I do, as I just said I didn’t or wouldn’t, reach down in my purse. I have seven crumpled up dollars. He looks devastated. I sense an almost what-the-fuck-you-don’t-have-twenty-dollars vibe. Now would be a perfect time for me to get stank, but I don’t. He tells the lady he didn’t know there was a charge. I don’t know why this is a first impulse. Claiming not to know something is the worst thing you can do when in a pinch. You don’t show up at the Barney’s register with the whole set of Louis Vuitton and go, “I didn’t know it costs money…” If anything, you lie. “I was told this was free,” but even then, that’s a pretty wack excuse. Remember, 3,569 people before us have paid. We watched them do it. Hello?

So, he tells me to stand there at the front of line, holding our spot as this event actually sells out (fucking LA) and wait for him to run to the ATM. But remember, he has to run to his house first to fetch the forgotten wallet and then drive the ant car to the bank. No. I will do no such thing. Stand here? No. He looks at me like I’m an asshole. No. I’m not standing here. Absolutely not. At the cemetery, money-less, holding a bag of old sushi. No. Sorry. You can’t make me.

I proceed to follow him up the street. Suddenly, I’m holding the bag of shit. And oddly enough, I’m feeling a twinge of, well, bad. Wait. Why the fuck should I feel bad? I didn’t create the DATE AT THE CEMETERY THAT IS GOING HORRIBLY AWRY. Fuck this shit. I scour my brain. AHA! Code Red. Fuck, Coral’s out of town. And hold up, why the fuck am I carrying this shit? Saying the F word is very helpful in times like this. It’s an entirely underrated form of therapy. Fuckity fuck fuck, man, fuck.

I call my friend Spriteboy. Even though he’s in New York, I tell him to stay by the phone. The two of us together? Crafty. Put it on vibrate if you must. I’m in a cemetery. Shit is getting crazy. Just stay by the phone. He fell asleep. Cancer survivors, I swear.

I rely on myself now. Beyonce is so right.
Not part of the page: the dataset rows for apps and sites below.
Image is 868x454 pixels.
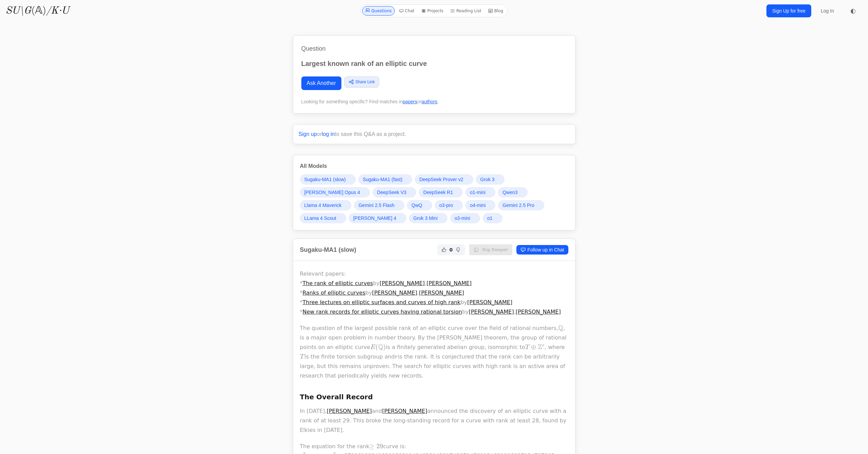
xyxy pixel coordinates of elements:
span: E [370,344,375,351]
a: [PERSON_NAME] [372,290,417,296]
span: T [299,354,303,360]
span: ◐ [850,8,856,14]
a: log in [322,132,335,137]
span: o3-pro [439,202,453,208]
a: Questions [362,6,395,16]
a: Gemini 2.5 Pro [498,200,544,210]
a: Sugaku-MA1 (slow) [299,174,355,185]
a: o3-mini [450,213,480,223]
span: Sugaku-MA1 (fast) [363,176,403,183]
a: Sign up [298,132,317,137]
span: Gemini 2.5 Pro [503,202,534,208]
a: DeepSeek Prover v2 [414,174,473,185]
p: In [DATE], and announced the discovery of an elliptic curve with a rank of at least 29. This brok... [299,407,569,435]
a: Llama 4 Maverick [299,200,352,210]
a: Follow up in Chat [516,245,568,255]
a: Qwen3 [498,188,527,198]
span: o1-mini [469,189,485,196]
a: o1 [483,213,503,223]
button: Helpful [440,246,448,254]
a: Chat [396,6,417,16]
p: Largest known rank of an elliptic curve [301,59,567,69]
i: SU\G [6,6,31,16]
span: Share Link [355,79,375,85]
span: ≥ [369,442,374,450]
a: Gemini 2.5 Flash [354,200,405,210]
a: Log In [817,5,839,17]
span: 0 [450,247,453,254]
a: o4-mini [465,200,495,210]
a: [PERSON_NAME] [327,408,372,415]
span: Llama 4 Maverick [304,202,342,208]
h3: The Overall Record [299,392,569,403]
span: T [525,344,529,351]
i: /K·U [46,6,69,16]
span: Grok 3 Mini [413,215,438,222]
span: ( [375,343,378,351]
a: Blog [485,6,507,16]
span: Grok 3 [480,176,495,183]
a: QwQ [407,200,432,210]
span: ⊕ [531,343,536,351]
span: o1 [487,215,493,222]
a: [PERSON_NAME] [382,408,427,415]
a: [PERSON_NAME] 4 [349,213,407,223]
a: [PERSON_NAME] Opus 4 [299,188,370,198]
a: Grok 3 [476,174,505,185]
a: [PERSON_NAME] [426,280,471,287]
a: DeepSeek V3 [373,188,416,198]
span: Q [378,343,383,352]
a: SU\G(𝔸)/K·U [6,5,69,17]
p: The question of the largest possible rank of an elliptic curve over the field of rational numbers... [299,323,569,380]
a: LLama 4 Scout [299,213,347,223]
span: QwQ [411,202,422,208]
a: o3-pro [435,200,462,210]
a: Sugaku-MA1 (fast) [358,174,412,185]
span: DeepSeek R1 [423,189,453,196]
span: Qwen3 [503,189,517,196]
button: ◐ [846,4,860,18]
a: papers [403,99,417,104]
a: [PERSON_NAME] [515,309,561,315]
a: [PERSON_NAME] [379,280,424,287]
a: Ask Another [301,77,342,90]
p: or to save this Q&A as a project. [298,131,570,139]
span: 29 [376,442,383,450]
span: Sugaku-MA1 (slow) [304,176,346,183]
span: Z [538,343,542,352]
span: [PERSON_NAME] Opus 4 [304,189,360,196]
h1: Question [301,44,567,53]
span: DeepSeek Prover v2 [419,176,463,183]
span: ) [383,343,386,351]
a: Reading List [448,6,484,16]
a: Projects [418,6,446,16]
a: Sign Up for free [767,4,811,18]
a: The rank of elliptic curves [302,280,373,287]
button: Not Helpful [455,246,462,254]
span: r [395,354,398,360]
a: [PERSON_NAME] [467,299,513,306]
span: o3-mini [455,215,470,222]
span: o4-mini [469,202,485,208]
h3: All Models [299,162,569,170]
a: Grok 3 Mini [409,213,448,223]
a: Three lectures on elliptic surfaces and curves of high rank [302,299,461,306]
span: Gemini 2.5 Flash [358,202,395,208]
a: DeepSeek R1 [419,188,462,198]
span: Q [558,323,564,333]
a: [PERSON_NAME] [419,290,464,296]
p: Relevant papers: * by , * by , * by * by , [299,269,569,316]
a: authors [421,99,438,104]
span: DeepSeek V3 [377,189,407,196]
a: Ranks of elliptic curves [302,290,365,296]
span: LLama 4 Scout [304,215,337,222]
h2: Sugaku-MA1 (slow) [299,245,356,255]
a: New rank records for elliptic curves having rational torsion [302,309,462,315]
div: Looking for something specific? Find matches in or . [301,98,567,105]
span: r [542,343,544,348]
span: [PERSON_NAME] 4 [353,215,397,222]
a: o1-mini [465,188,495,198]
a: [PERSON_NAME] [468,309,514,315]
Hypocritical because she HAS Jay-Z all day, but right nonetheless. Not everybody can say they have a bazillionaire genius best rapper alive for a boyfriend, you know. Me? Just me, myself and that I character. I need to be my own best friend.

Myself is pretty slow with the resolutions.

I actually get in the ant car. He claims they are all gone. I have an ant bite on my arm to prove that is a lie. We get on the road.

“Oh fuck!” he says. He again forgot his wallet. My reply: Are you fucking stoned? Killing your brain cells, son, killing your brain cells.

Finally, myself comes strong with the ideas.

“You know what? I don’t think I’m going to make it back to the cemetery. I’ve got the thing with the thing in the morning and these things are very important. You know things and stuff.”

He says, “Aw really?”

Yes, really dude.

He takes me to my car. I hop out. Pop the trunk to retrieve my CDs that I had to hide and say goodbye.

An hour later, he calls me. I pick up. He says it’s the best time ever. He’s clearly never discovered Nerd Rope or Star Magazine or Lifetime movies featuring Tori Spelling or even a yo-yo.

The next day I visit him at his garage sale. I never said I was unforgiving. Hmm, well, he was selling a white denim jacket that he once wore. I should re-evaluate my code of values. But you know what? Sometimes the strangest people become your closest friends. Is that Wrangler though?